Tiger Woods was widely expected to be in the hunt when it came to the crunch at the HSBC Champions on Sunday, but the frustrated American world number one had an off day.
Woods started the final round in joint second place, two shots behind eventual winner Phil Mickelson but faded to finish five strokes adrift after a round of 72.
Nothing went right, he said.
"Anything that could go wrong went wrong for me," he said. "Just one of those days where I didn't put it together at the right time."
He self-destructed with a double bogey on the fourth when he drove his ball into an adjacent canal and had to take a drop.
He recovered to leave himself with a four-foot putt for a bogey but the ball agonisingly bounced out of the hole and he lost two shots.
It didn't get any better with another bogey on the sixth, when his 10-foot downhill par putt ran five feet past the hole.
He was clearly getting frustrated and when a camera clicked as he was teeing off at the seventh and his shot found a bunker, he shouted "I just can't get a swing" and started swearing under his breath.
The seventh looked like finishing him. His shot out of the bunker found the rough and then he put himself in the sand again to drop another shot. Mickelson birdied that hole and Woods was six behind his arch rival.
But three consecutive birdies, on nine, 10 and 11, put him back in the hunt and two more on 14 and 15 raised his hopes before a bogey on the last summed up his disappointing day.
He said there was nothing wrong with his game, it was just not his day.
"No, just one of those days. I got off to a bad start early and battled back to eight-under-par for the day," he said.
"But then I got caught a little flyer there on the 18th and hit in the water."
Asked what he would do on Monday, he replied: "As of right now, I don't really plan on tomorrow. I just want to get out of here."
Woods, who has won 16 of the 30 World Golf Championships events he has entered, next heads to Melbourne, where he will play the Australian Masters.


## Assigned task
Whenever the word "vertex" turns up in a line below, that line should be copied.

Start of Block

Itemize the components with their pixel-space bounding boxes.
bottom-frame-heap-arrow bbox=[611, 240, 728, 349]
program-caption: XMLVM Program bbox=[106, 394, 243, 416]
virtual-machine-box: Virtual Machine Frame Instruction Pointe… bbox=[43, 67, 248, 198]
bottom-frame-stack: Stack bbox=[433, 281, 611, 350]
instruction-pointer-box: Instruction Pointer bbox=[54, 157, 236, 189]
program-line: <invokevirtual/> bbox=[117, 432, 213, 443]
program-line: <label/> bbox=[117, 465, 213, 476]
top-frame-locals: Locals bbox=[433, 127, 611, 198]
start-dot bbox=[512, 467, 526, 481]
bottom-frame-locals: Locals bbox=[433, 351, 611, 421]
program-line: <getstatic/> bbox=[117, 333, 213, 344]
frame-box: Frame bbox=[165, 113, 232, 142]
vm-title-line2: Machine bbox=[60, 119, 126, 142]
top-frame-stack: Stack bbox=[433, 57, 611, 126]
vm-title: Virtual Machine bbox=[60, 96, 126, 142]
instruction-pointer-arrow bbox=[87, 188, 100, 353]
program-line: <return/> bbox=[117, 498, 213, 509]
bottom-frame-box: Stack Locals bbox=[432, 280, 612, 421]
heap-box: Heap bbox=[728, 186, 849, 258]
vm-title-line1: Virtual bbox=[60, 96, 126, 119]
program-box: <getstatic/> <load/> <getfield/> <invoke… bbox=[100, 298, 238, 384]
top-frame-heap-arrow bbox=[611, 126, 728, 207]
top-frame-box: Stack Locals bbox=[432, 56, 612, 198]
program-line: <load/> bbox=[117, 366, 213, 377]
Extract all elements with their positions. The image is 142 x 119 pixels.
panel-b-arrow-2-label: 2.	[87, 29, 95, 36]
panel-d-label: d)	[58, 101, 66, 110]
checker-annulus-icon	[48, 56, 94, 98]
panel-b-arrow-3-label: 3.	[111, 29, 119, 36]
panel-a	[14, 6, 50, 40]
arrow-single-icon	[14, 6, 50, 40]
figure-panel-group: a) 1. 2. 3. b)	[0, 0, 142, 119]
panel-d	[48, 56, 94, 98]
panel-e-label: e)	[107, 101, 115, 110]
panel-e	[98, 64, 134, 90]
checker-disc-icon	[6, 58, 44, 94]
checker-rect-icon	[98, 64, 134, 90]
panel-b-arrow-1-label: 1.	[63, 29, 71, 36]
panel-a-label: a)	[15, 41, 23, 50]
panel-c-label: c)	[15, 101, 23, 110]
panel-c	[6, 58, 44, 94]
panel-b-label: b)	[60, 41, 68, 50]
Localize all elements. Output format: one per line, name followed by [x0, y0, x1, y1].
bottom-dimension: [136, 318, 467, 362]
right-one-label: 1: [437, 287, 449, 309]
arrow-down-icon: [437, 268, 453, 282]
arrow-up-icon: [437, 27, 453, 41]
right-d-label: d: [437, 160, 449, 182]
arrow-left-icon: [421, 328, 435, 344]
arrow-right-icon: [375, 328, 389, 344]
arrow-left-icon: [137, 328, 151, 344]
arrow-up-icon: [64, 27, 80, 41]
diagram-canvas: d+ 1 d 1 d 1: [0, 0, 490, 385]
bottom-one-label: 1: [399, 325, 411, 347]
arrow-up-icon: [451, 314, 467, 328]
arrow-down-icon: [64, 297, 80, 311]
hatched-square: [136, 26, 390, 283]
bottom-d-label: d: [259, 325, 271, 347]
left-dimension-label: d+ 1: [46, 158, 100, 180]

End of Block
Start of Block

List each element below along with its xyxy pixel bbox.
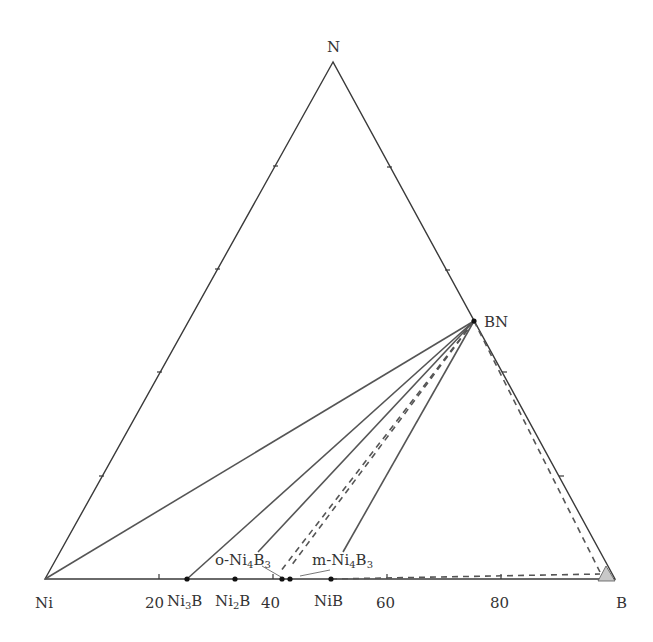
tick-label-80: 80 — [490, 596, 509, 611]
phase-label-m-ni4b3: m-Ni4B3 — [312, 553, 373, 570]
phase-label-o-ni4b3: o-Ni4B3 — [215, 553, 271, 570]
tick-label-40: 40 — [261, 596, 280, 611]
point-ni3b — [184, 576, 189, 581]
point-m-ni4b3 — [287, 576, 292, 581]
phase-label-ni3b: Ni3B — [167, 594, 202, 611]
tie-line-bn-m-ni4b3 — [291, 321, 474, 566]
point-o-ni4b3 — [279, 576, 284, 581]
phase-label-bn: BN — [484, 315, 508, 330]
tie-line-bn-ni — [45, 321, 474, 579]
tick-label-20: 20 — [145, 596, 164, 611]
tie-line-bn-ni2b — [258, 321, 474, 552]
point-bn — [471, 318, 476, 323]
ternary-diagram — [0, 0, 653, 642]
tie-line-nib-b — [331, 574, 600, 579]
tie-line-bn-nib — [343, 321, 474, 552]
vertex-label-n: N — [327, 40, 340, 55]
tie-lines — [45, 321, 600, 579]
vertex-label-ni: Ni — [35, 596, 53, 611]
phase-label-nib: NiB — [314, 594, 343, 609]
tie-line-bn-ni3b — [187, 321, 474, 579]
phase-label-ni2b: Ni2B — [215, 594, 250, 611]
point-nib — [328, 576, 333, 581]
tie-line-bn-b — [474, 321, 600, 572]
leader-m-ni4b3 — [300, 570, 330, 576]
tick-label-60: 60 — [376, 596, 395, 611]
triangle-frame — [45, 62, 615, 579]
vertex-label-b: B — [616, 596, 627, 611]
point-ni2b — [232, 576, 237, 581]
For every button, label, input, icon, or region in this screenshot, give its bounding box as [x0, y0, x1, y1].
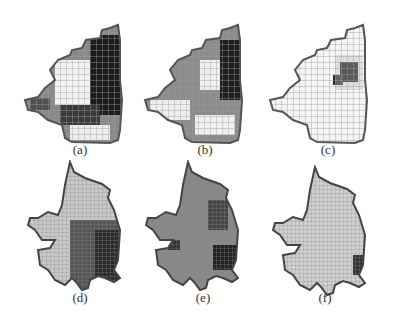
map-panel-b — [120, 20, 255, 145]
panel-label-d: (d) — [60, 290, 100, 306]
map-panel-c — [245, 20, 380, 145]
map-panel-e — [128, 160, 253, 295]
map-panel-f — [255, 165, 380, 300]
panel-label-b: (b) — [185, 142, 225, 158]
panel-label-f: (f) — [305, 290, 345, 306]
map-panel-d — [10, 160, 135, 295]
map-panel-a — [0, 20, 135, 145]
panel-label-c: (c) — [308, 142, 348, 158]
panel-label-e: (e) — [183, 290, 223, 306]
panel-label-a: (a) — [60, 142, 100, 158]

End of Block

## Your solution
vertex-label-n: N — [327, 40, 340, 55]
vertex-label-ni: Ni — [35, 596, 53, 611]
vertex-label-b: B — [616, 596, 627, 611]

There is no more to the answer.